Saturday, October 11, 2008

Scientific American - Searching for Intelligence in Our Genes

Cool article from SciAm about the quest to understand the genetic differences (if there are any) that account for individual intelligence.

Searching for Intelligence in Our Genes

IQ is easy to measure and reflects something real. But scientists hunting among our genes for the factors that shape intelligence are discovering they are more elusive than expected

By Carl Zimmer

Key Concepts
  • Researchers have powerful new technologies to probe genes and the brain, looking for the basis of intelligence differences among individuals.
  • Their work is providing a new understanding of what intelligence is, while also revealing unanticipated complexity in the interplay between genes and environment.
  • The more scientists learn about the role of genes in intelligence, the more mysterious it becomes, but the quest is still worth pursuing.

In Robert Plomin’s line of work, patience is essential. Plomin, a behavioral geneticist at the Institute of Psychiatry in London, wants to understand the nature of intelligence. As part of his research, he has been watching thousands of children grow up. Plomin asks the children questions such as “What do water and milk have in common?” and “In what direction does the sun set?” At first he and his colleagues quizzed the children in person or over the telephone. Today many of those children are in their early teens, and they take their tests on the Internet.

In one sense, the research has been a rousing success. The children who take the tests are all twins, and throughout the study identical twins have tended to get scores closer to each other than those of nonidentical twins, who in turn have closer scores than unrelated children. These results—along with similar ones from other studies—make clear to the scientists that genes have an important influence on how children score on intelligence tests.

But Plomin wants to know more. He wants to find the specific genes that are doing the influencing. And now he has a tool for pinpointing genes that he could not have even dreamed of when he began quizzing children. Plomin and his colleagues have been scanning the genes of his subjects with a device called a microarray, a small chip that can recognize half a million distinctive snippets of DNA. The combination of this powerful tool with a huge number of children to study meant that he could detect genes that had only a tiny effect on the variation in scores.

Still, when Plomin and his co-workers unveiled the results of their microarray study—the biggest dragnet for intelligence-linked genes ever undertaken—they were underwhelming. The researchers found only six genetic markers that showed any sign of having an influence on the test scores. When they ran stringent statistical tests to see if the results were flukes, only one gene passed. It accounted for 0.4 percent of the variation in the scores. And to cap it all off, no one knows what the gene does in the body.

Go read the whole article -- this is the cutting of current research into intelligence.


--- Required work ---
Search the data below for "orientation" and report how many lines contain it, with no other text.

--- Given entries ---
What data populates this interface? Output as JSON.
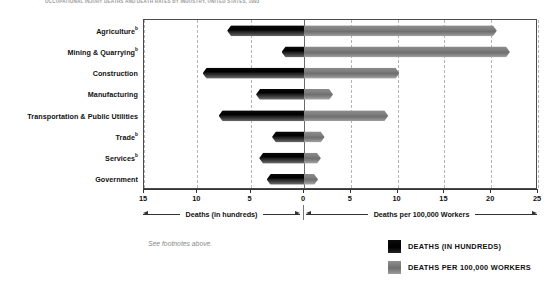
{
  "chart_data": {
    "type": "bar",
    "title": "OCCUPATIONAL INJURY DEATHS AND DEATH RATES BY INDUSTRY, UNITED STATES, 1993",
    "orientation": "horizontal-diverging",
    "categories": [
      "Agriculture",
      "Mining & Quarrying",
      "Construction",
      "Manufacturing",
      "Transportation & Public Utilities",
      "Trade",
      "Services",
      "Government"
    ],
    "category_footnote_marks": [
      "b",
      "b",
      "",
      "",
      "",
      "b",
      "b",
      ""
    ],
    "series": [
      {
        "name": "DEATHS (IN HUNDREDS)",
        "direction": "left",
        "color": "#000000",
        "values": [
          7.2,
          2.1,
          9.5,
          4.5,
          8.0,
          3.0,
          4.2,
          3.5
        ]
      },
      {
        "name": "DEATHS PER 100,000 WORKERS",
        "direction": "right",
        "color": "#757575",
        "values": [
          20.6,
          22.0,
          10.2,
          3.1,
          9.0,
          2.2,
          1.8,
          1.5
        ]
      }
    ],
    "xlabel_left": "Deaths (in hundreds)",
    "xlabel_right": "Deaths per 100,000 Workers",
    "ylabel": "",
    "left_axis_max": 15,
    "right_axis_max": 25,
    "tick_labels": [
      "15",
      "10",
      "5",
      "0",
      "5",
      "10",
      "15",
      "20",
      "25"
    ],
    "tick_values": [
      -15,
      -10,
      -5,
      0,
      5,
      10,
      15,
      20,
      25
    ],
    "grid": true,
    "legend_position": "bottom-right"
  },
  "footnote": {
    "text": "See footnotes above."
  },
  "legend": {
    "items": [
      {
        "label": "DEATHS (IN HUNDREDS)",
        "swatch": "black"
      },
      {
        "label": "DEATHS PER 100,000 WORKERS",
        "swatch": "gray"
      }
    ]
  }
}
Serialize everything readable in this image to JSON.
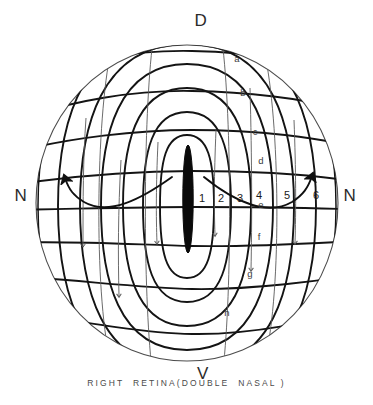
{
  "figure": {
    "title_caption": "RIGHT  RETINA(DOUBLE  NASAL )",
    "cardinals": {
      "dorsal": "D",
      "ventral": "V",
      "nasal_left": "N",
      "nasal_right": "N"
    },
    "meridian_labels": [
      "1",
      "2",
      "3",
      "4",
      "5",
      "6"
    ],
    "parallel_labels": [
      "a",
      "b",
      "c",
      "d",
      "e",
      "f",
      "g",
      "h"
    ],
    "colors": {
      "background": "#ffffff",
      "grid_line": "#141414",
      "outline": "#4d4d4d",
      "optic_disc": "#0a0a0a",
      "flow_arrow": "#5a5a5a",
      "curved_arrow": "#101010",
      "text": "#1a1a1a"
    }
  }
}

==

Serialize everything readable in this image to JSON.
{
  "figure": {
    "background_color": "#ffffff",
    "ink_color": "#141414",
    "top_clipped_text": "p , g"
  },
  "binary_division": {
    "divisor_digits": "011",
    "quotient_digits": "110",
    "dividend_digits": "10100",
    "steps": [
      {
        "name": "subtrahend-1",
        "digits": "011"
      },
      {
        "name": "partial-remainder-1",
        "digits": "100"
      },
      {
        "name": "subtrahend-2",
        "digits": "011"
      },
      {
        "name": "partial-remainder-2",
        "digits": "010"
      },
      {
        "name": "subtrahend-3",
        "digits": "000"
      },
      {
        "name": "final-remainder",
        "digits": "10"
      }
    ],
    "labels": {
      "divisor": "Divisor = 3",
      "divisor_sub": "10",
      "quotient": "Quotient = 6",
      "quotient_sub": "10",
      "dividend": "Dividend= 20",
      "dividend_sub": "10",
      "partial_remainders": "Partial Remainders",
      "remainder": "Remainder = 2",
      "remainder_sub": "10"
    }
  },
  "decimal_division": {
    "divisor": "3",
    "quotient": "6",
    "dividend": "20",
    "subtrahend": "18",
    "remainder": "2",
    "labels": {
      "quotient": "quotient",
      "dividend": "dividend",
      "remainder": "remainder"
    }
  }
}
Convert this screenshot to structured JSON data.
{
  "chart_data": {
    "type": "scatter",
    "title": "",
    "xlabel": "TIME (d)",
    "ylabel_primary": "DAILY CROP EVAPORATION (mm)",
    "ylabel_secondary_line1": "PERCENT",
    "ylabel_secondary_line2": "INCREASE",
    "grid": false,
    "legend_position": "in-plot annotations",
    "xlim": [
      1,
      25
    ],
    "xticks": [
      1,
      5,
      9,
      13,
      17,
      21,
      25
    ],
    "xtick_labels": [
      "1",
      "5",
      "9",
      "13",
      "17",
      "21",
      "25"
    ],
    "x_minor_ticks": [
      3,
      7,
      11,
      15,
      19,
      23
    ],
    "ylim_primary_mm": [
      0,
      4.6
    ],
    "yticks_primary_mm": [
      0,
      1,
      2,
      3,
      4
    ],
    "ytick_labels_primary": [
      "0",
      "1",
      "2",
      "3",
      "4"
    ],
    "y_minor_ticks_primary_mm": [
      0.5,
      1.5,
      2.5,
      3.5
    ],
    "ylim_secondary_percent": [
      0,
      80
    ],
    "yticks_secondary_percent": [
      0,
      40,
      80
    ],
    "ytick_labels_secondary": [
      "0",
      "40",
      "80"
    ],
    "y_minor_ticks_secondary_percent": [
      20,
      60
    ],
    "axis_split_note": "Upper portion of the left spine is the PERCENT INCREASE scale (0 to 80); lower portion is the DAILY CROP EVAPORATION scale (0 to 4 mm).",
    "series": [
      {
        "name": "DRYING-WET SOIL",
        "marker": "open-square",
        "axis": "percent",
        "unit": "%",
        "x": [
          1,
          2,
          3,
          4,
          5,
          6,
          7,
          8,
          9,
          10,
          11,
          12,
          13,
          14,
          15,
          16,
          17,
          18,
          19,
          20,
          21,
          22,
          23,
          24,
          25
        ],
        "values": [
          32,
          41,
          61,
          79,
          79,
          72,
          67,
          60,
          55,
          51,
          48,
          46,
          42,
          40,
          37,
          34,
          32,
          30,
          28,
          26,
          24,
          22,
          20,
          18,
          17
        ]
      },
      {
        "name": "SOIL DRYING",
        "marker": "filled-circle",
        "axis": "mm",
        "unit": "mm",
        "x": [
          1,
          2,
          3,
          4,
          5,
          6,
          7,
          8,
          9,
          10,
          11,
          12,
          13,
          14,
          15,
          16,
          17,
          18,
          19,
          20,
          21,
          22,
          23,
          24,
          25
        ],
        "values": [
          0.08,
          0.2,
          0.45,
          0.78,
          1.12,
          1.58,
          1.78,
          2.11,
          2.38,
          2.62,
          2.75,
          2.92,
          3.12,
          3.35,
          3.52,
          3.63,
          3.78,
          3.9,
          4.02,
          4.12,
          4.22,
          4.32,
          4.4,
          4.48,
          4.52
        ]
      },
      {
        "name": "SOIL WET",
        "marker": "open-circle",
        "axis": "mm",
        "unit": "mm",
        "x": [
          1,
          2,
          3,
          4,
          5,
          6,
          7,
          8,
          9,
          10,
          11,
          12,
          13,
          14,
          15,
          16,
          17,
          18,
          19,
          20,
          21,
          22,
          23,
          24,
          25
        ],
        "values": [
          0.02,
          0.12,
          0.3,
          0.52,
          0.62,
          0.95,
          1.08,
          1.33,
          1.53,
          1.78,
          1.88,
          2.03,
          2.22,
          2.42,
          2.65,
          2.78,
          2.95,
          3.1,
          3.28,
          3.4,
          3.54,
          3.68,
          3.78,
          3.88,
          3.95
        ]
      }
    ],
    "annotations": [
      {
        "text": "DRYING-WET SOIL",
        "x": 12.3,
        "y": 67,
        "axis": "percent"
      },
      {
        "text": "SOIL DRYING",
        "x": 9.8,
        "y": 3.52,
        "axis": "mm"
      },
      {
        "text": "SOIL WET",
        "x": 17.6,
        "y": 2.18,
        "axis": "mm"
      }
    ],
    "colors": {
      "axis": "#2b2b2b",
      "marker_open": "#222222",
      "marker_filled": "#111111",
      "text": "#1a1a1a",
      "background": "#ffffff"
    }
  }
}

* * *

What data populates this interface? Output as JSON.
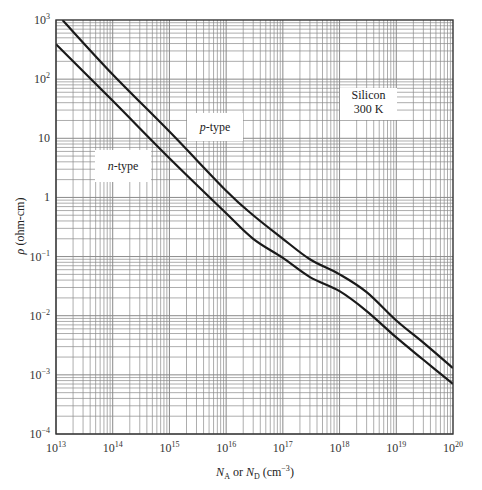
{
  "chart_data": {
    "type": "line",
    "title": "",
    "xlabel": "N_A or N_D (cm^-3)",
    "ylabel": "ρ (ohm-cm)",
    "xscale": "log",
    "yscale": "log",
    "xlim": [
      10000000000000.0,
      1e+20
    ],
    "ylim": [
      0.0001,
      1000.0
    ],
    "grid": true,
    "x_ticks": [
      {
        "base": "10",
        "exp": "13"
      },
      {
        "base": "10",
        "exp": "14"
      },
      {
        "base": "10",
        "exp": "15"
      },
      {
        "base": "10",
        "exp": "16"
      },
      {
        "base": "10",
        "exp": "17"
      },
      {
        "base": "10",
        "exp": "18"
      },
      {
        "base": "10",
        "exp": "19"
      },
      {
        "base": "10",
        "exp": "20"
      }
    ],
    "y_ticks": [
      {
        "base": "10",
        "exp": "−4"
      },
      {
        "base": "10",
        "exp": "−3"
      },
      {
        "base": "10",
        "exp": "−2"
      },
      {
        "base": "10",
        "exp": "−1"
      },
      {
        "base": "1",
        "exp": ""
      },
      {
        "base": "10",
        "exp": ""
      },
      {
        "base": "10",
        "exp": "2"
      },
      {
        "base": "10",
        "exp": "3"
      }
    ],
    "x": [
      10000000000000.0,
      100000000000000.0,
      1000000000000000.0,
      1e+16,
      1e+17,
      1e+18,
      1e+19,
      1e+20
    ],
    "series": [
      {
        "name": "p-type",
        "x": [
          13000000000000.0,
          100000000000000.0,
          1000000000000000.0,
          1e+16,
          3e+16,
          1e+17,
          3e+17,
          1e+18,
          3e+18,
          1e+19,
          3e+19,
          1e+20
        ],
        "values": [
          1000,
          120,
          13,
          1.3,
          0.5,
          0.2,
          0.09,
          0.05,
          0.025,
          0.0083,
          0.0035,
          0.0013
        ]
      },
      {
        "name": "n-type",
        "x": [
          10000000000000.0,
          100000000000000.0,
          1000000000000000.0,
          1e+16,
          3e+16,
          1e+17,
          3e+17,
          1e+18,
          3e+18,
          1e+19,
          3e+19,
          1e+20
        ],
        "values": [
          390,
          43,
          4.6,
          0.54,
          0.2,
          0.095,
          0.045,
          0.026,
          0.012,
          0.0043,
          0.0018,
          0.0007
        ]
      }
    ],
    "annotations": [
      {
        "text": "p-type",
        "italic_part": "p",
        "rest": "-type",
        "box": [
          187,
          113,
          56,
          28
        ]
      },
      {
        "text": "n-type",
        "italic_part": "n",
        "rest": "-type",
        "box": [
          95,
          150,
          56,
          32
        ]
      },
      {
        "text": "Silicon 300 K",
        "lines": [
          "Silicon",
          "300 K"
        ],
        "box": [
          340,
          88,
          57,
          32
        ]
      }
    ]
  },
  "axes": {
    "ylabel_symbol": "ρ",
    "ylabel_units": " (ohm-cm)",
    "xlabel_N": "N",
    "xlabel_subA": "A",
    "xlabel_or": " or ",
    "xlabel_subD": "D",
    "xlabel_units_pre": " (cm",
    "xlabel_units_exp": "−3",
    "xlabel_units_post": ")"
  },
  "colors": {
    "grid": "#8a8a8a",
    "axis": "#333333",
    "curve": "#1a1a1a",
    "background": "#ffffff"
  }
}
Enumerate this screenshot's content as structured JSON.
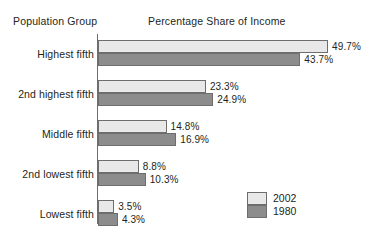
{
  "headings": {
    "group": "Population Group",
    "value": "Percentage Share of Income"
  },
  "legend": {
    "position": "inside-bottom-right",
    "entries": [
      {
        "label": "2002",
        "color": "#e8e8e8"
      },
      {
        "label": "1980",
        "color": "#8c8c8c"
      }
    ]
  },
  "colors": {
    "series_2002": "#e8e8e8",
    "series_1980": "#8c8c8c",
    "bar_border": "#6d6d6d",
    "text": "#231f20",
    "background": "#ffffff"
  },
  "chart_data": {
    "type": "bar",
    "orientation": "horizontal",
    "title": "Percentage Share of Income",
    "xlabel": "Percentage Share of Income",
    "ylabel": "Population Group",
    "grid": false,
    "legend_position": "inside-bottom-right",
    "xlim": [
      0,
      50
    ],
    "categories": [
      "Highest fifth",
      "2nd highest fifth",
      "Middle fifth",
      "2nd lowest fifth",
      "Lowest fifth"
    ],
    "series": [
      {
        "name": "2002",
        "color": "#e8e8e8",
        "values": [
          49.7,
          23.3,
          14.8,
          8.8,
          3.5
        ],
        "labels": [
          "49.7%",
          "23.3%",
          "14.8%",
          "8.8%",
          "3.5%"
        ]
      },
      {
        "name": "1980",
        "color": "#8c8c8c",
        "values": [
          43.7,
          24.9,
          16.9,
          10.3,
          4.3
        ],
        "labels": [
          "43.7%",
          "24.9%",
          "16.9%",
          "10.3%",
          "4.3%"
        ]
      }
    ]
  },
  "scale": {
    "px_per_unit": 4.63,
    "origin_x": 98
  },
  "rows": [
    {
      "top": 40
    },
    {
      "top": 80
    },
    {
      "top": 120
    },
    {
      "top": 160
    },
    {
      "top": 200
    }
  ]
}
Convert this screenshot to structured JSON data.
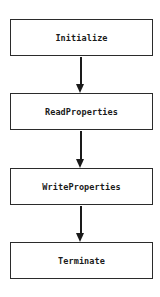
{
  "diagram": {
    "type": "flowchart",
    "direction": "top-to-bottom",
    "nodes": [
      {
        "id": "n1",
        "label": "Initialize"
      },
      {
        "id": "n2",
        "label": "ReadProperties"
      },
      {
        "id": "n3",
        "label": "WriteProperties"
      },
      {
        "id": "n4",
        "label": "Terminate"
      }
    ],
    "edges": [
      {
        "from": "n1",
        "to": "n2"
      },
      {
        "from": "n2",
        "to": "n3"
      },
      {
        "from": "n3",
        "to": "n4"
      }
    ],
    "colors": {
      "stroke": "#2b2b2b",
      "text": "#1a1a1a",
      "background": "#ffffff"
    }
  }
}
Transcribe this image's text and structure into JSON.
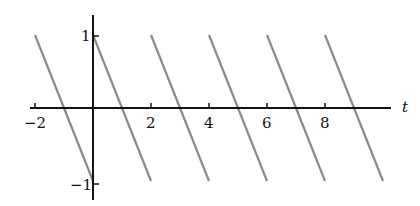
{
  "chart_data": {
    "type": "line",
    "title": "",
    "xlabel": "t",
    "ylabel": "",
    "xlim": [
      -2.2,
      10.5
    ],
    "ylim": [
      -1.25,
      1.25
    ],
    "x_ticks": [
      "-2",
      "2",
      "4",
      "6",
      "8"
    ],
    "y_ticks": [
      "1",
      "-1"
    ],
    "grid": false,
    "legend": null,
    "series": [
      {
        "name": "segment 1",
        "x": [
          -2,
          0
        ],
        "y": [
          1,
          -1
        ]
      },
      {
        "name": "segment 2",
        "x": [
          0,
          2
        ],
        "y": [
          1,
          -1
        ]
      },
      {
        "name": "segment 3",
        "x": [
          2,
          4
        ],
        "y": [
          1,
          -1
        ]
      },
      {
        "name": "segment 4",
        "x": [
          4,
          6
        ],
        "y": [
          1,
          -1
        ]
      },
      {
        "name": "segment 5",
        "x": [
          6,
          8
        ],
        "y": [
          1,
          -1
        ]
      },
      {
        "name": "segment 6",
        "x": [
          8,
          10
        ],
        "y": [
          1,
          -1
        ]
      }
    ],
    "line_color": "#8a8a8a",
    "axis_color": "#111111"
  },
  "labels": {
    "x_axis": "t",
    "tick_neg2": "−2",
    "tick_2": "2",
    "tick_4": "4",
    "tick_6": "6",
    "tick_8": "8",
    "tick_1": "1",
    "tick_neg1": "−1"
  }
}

--- Answer section ---
2